> EXERCISE DETAILS: The data are to be restated in full, exactly as presented.

(Records from a data source)
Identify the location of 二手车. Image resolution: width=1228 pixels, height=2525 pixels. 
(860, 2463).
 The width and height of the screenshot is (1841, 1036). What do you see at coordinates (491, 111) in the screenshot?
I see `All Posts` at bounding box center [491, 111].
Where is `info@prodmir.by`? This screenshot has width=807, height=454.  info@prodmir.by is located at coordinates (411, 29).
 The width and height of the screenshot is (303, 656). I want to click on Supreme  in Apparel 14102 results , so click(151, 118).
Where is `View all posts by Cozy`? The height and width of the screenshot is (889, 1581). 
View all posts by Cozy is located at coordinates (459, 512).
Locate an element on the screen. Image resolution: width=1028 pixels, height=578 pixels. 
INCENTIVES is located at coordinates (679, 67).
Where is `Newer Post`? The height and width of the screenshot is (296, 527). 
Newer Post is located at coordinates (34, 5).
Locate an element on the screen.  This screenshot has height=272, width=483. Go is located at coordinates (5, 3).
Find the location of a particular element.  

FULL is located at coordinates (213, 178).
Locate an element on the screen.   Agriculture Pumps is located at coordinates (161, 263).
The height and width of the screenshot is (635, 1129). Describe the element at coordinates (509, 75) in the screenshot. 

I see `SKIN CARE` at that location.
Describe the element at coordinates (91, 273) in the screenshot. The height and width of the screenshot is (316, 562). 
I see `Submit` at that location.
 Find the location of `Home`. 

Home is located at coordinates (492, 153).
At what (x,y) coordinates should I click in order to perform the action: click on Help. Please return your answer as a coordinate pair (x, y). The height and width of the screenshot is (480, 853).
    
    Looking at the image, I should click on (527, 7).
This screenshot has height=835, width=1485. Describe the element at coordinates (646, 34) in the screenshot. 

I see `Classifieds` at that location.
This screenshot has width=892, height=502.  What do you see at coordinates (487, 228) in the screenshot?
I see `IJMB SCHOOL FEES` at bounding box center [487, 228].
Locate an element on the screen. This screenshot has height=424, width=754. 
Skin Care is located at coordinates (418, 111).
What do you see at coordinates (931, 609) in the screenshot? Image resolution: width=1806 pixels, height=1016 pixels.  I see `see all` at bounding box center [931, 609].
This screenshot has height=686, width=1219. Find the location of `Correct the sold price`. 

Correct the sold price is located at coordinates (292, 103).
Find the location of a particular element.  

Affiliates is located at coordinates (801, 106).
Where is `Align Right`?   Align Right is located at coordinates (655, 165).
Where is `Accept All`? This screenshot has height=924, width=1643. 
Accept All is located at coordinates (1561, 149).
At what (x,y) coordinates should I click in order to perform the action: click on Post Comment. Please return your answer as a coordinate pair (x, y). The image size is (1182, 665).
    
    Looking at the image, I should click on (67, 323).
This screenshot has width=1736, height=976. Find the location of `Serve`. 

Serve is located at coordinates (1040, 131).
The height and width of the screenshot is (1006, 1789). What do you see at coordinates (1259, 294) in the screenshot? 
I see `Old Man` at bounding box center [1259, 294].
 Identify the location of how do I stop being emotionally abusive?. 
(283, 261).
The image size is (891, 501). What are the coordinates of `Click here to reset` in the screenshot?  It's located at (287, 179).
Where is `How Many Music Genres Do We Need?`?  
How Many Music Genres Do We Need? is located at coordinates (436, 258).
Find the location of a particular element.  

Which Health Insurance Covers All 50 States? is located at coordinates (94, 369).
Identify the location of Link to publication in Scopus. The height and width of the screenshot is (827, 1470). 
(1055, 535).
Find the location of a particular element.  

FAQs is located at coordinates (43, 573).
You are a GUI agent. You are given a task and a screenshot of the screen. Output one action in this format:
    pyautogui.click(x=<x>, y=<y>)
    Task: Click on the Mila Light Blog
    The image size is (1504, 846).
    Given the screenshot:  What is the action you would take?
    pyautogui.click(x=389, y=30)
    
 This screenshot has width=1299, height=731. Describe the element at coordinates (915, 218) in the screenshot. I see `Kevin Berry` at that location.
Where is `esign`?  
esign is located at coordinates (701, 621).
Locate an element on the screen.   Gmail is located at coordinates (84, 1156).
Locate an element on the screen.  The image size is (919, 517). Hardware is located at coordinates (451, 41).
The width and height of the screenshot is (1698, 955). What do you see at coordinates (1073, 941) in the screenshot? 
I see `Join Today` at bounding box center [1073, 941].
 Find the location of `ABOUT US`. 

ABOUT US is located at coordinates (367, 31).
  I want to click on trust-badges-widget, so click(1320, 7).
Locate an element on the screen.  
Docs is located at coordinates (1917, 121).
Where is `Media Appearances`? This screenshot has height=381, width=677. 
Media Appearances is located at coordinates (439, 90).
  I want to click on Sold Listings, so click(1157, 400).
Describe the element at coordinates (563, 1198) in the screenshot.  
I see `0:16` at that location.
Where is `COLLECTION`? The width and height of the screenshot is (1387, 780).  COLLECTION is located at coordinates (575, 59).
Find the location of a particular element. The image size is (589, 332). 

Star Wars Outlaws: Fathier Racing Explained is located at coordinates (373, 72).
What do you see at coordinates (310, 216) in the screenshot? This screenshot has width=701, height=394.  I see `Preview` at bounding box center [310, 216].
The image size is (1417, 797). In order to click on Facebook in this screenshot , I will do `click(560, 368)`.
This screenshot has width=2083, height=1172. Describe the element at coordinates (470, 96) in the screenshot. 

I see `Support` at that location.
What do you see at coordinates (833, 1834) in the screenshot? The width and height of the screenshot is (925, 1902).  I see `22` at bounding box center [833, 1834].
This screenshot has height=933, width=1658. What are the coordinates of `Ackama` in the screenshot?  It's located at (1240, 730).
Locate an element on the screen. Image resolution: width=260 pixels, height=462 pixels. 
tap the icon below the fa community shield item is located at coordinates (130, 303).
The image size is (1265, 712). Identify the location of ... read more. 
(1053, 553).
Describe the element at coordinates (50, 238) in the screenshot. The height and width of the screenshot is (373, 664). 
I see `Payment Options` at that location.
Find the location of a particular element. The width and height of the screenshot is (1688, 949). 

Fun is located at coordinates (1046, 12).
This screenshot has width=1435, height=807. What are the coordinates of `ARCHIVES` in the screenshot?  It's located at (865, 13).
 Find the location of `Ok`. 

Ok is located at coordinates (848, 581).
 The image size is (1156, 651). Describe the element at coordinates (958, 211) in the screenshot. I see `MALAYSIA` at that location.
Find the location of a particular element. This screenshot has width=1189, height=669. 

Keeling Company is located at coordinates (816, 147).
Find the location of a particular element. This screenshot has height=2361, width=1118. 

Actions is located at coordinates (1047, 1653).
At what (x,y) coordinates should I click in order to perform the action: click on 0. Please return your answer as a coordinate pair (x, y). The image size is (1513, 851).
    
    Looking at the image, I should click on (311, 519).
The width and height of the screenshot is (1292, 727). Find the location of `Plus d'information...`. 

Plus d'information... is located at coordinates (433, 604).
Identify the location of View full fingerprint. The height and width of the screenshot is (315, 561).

> RESPONSE TO THE TASK:
Identify the location of 二手车. Image resolution: width=1228 pixels, height=2525 pixels. 
(860, 2463).
 The width and height of the screenshot is (1841, 1036). What do you see at coordinates (491, 111) in the screenshot?
I see `All Posts` at bounding box center [491, 111].
Where is `info@prodmir.by`? This screenshot has width=807, height=454.  info@prodmir.by is located at coordinates (411, 29).
 The width and height of the screenshot is (303, 656). I want to click on Supreme  in Apparel 14102 results , so click(151, 118).
Where is `View all posts by Cozy`? The height and width of the screenshot is (889, 1581). 
View all posts by Cozy is located at coordinates (459, 512).
Locate an element on the screen. Image resolution: width=1028 pixels, height=578 pixels. 
INCENTIVES is located at coordinates (679, 67).
Where is `Newer Post`? The height and width of the screenshot is (296, 527). 
Newer Post is located at coordinates (34, 5).
Locate an element on the screen.  This screenshot has height=272, width=483. Go is located at coordinates (5, 3).
Find the location of a particular element.  

FULL is located at coordinates (213, 178).
Locate an element on the screen.   Agriculture Pumps is located at coordinates (161, 263).
The height and width of the screenshot is (635, 1129). Describe the element at coordinates (509, 75) in the screenshot. 

I see `SKIN CARE` at that location.
Describe the element at coordinates (91, 273) in the screenshot. The height and width of the screenshot is (316, 562). 
I see `Submit` at that location.
 Find the location of `Home`. 

Home is located at coordinates (492, 153).
At what (x,y) coordinates should I click in order to perform the action: click on Help. Please return your answer as a coordinate pair (x, y). The height and width of the screenshot is (480, 853).
    
    Looking at the image, I should click on (527, 7).
This screenshot has height=835, width=1485. Describe the element at coordinates (646, 34) in the screenshot. 

I see `Classifieds` at that location.
This screenshot has width=892, height=502.  What do you see at coordinates (487, 228) in the screenshot?
I see `IJMB SCHOOL FEES` at bounding box center [487, 228].
Locate an element on the screen. This screenshot has height=424, width=754. 
Skin Care is located at coordinates (418, 111).
What do you see at coordinates (931, 609) in the screenshot? Image resolution: width=1806 pixels, height=1016 pixels.  I see `see all` at bounding box center [931, 609].
This screenshot has height=686, width=1219. Find the location of `Correct the sold price`. 

Correct the sold price is located at coordinates (292, 103).
Find the location of a particular element.  

Affiliates is located at coordinates (801, 106).
Where is `Align Right`?   Align Right is located at coordinates (655, 165).
Where is `Accept All`? This screenshot has height=924, width=1643. 
Accept All is located at coordinates (1561, 149).
At what (x,y) coordinates should I click in order to perform the action: click on Post Comment. Please return your answer as a coordinate pair (x, y). The image size is (1182, 665).
    
    Looking at the image, I should click on (67, 323).
This screenshot has width=1736, height=976. Find the location of `Serve`. 

Serve is located at coordinates (1040, 131).
The height and width of the screenshot is (1006, 1789). What do you see at coordinates (1259, 294) in the screenshot? 
I see `Old Man` at bounding box center [1259, 294].
 Identify the location of how do I stop being emotionally abusive?. 
(283, 261).
The image size is (891, 501). What are the coordinates of `Click here to reset` in the screenshot?  It's located at (287, 179).
Where is `How Many Music Genres Do We Need?`?  
How Many Music Genres Do We Need? is located at coordinates (436, 258).
Find the location of a particular element.  

Which Health Insurance Covers All 50 States? is located at coordinates (94, 369).
Identify the location of Link to publication in Scopus. The height and width of the screenshot is (827, 1470). 
(1055, 535).
Find the location of a particular element.  

FAQs is located at coordinates (43, 573).
You are a GUI agent. You are given a task and a screenshot of the screen. Output one action in this format:
    pyautogui.click(x=<x>, y=<y>)
    Task: Click on the Mila Light Blog
    The image size is (1504, 846).
    Given the screenshot:  What is the action you would take?
    pyautogui.click(x=389, y=30)
    
 This screenshot has width=1299, height=731. Describe the element at coordinates (915, 218) in the screenshot. I see `Kevin Berry` at that location.
Where is `esign`?  
esign is located at coordinates (701, 621).
Locate an element on the screen.   Gmail is located at coordinates (84, 1156).
Locate an element on the screen.  The image size is (919, 517). Hardware is located at coordinates (451, 41).
The width and height of the screenshot is (1698, 955). What do you see at coordinates (1073, 941) in the screenshot? 
I see `Join Today` at bounding box center [1073, 941].
 Find the location of `ABOUT US`. 

ABOUT US is located at coordinates (367, 31).
  I want to click on trust-badges-widget, so click(1320, 7).
Locate an element on the screen.  
Docs is located at coordinates (1917, 121).
Where is `Media Appearances`? This screenshot has height=381, width=677. 
Media Appearances is located at coordinates (439, 90).
  I want to click on Sold Listings, so click(1157, 400).
Describe the element at coordinates (563, 1198) in the screenshot.  
I see `0:16` at that location.
Where is `COLLECTION`? The width and height of the screenshot is (1387, 780).  COLLECTION is located at coordinates (575, 59).
Find the location of a particular element. The image size is (589, 332). 

Star Wars Outlaws: Fathier Racing Explained is located at coordinates (373, 72).
What do you see at coordinates (310, 216) in the screenshot? This screenshot has width=701, height=394.  I see `Preview` at bounding box center [310, 216].
The image size is (1417, 797). In order to click on Facebook in this screenshot , I will do `click(560, 368)`.
This screenshot has width=2083, height=1172. Describe the element at coordinates (470, 96) in the screenshot. 

I see `Support` at that location.
What do you see at coordinates (833, 1834) in the screenshot? The width and height of the screenshot is (925, 1902).  I see `22` at bounding box center [833, 1834].
This screenshot has height=933, width=1658. What are the coordinates of `Ackama` in the screenshot?  It's located at (1240, 730).
Locate an element on the screen. Image resolution: width=260 pixels, height=462 pixels. 
tap the icon below the fa community shield item is located at coordinates (130, 303).
The image size is (1265, 712). Identify the location of ... read more. 
(1053, 553).
Describe the element at coordinates (50, 238) in the screenshot. The height and width of the screenshot is (373, 664). 
I see `Payment Options` at that location.
Find the location of a particular element. The width and height of the screenshot is (1688, 949). 

Fun is located at coordinates (1046, 12).
This screenshot has width=1435, height=807. What are the coordinates of `ARCHIVES` in the screenshot?  It's located at (865, 13).
 Find the location of `Ok`. 

Ok is located at coordinates (848, 581).
 The image size is (1156, 651). Describe the element at coordinates (958, 211) in the screenshot. I see `MALAYSIA` at that location.
Find the location of a particular element. This screenshot has width=1189, height=669. 

Keeling Company is located at coordinates (816, 147).
Find the location of a particular element. This screenshot has height=2361, width=1118. 

Actions is located at coordinates (1047, 1653).
At what (x,y) coordinates should I click in order to perform the action: click on 0. Please return your answer as a coordinate pair (x, y). The image size is (1513, 851).
    
    Looking at the image, I should click on (311, 519).
The width and height of the screenshot is (1292, 727). Find the location of `Plus d'information...`. 

Plus d'information... is located at coordinates (433, 604).
Identify the location of View full fingerprint. The height and width of the screenshot is (315, 561).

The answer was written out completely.